Stirling sprang to his feet with an icy glint in his blue eyes.

"We'll fathom that mystery," he told Cushner. "We'll fathom it if it takes to the last day of the voyage!"

[CHAPTER XI—BENEATH THE SURFACE]

The sun came up on a long slant, to swing its southern arc. Glancing from ice floe to ice floe, it seemed a cold bronze disk placed in motion by some Norseman of the Arctic wilds.

Stirling, haggard and with hot, fevered eyes, sat at the steerage table watching the light striking across a red-checked table cover and bringing out the rude details of the cabin.

He had not slept since seeing that strange figure on the quarter-deck of the whaler. He had sat erect throughout the morning watch, laying facts against facts, which seemed to dull and stupefy his sober senses.

At no time in his life had he believed in the supernatural. He did not share the beliefs, common to most seamen, that the sea held unfathomable mysteries. He had sniffed often at the tales told by old salts. Times without number he had pointed out that natural causes rule the happenings of this world. St. Elmo fire; the creaking of blocks in a calm; the dust on a dustless sea; the tapping that a bolt might make in a hollow spar—these were all phenomena which could be explained by science or good common sense.

The spectre on the poop of the Pole Star was as unexplainable as life itself. It bore the shape and form of Marr; it was not Marr, for the captain had been drinking and singing in the cabin. Stirling put trust in the sound of the human voice. It was one thing which could not easily be changed or disguised.

He rose, at six bells, with a slow shrug of his broad shoulders. He stood a moment with his hands gripping the racks, his face deeply lined with the ravages of a sleepless night. He held out his palm and stared at it; his fingers trembled uncontrollably. They always had been steady.

He made his way to the deck and stood by the rail which was nearest the great North pack. The cook, yawning, was making fire in the galley stove. A lone "anchor watch" pacing back and forth at the break of the forecastle head turned and stared at Stirling.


TASK OBJECTIVE
Could you write out, exactly and with no pictures, every line from the one containing "Image resolution: width=542" through the last line of the entries?

MATERIALS PROVIDED
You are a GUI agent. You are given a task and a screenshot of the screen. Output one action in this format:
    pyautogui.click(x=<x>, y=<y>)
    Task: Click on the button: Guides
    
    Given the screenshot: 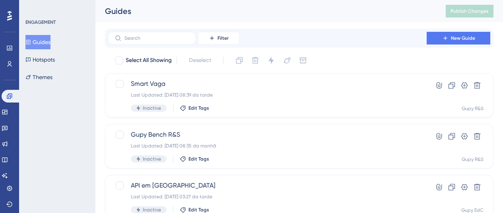 What is the action you would take?
    pyautogui.click(x=38, y=42)
    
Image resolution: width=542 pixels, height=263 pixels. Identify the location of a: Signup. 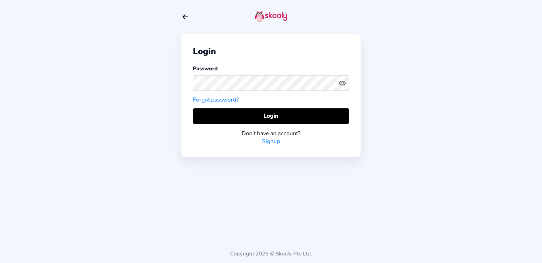
(271, 141).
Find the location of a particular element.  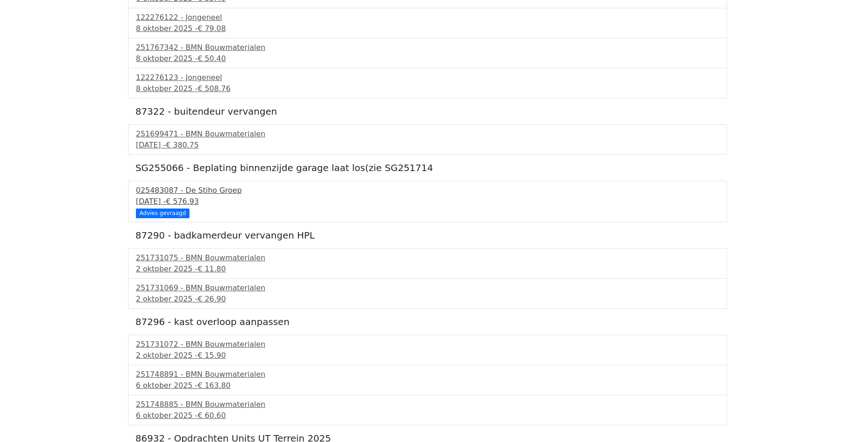

span: € 60.60 is located at coordinates (212, 415).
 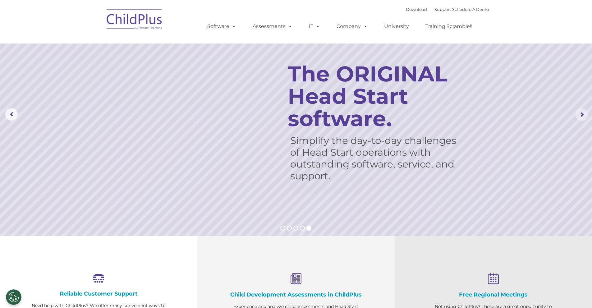 What do you see at coordinates (377, 158) in the screenshot?
I see `rs-layer: Simplify the day-to-day challenges of Head Start operations with outstanding software, service, a...` at bounding box center [377, 158].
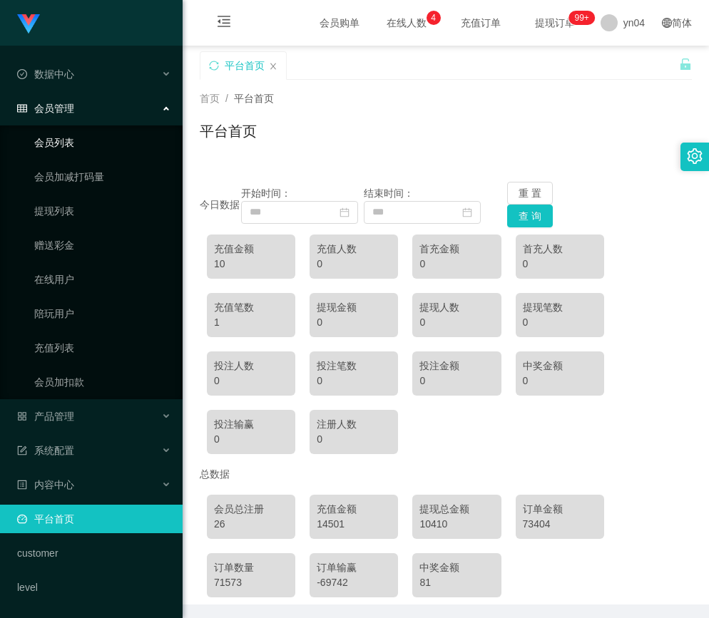  Describe the element at coordinates (457, 509) in the screenshot. I see `div: 提现总金额` at that location.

RESPONSE AREA
Image resolution: width=542 pixels, height=263 pixels. Identify the location of a: Signup. 
(271, 141).
Find the location of a particular element.  

span: € 60.60 is located at coordinates (212, 415).
  What do you see at coordinates (377, 158) in the screenshot?
I see `rs-layer: Simplify the day-to-day challenges of Head Start operations with outstanding software, service, a...` at bounding box center [377, 158].
  Describe the element at coordinates (457, 509) in the screenshot. I see `div: 提现总金额` at that location.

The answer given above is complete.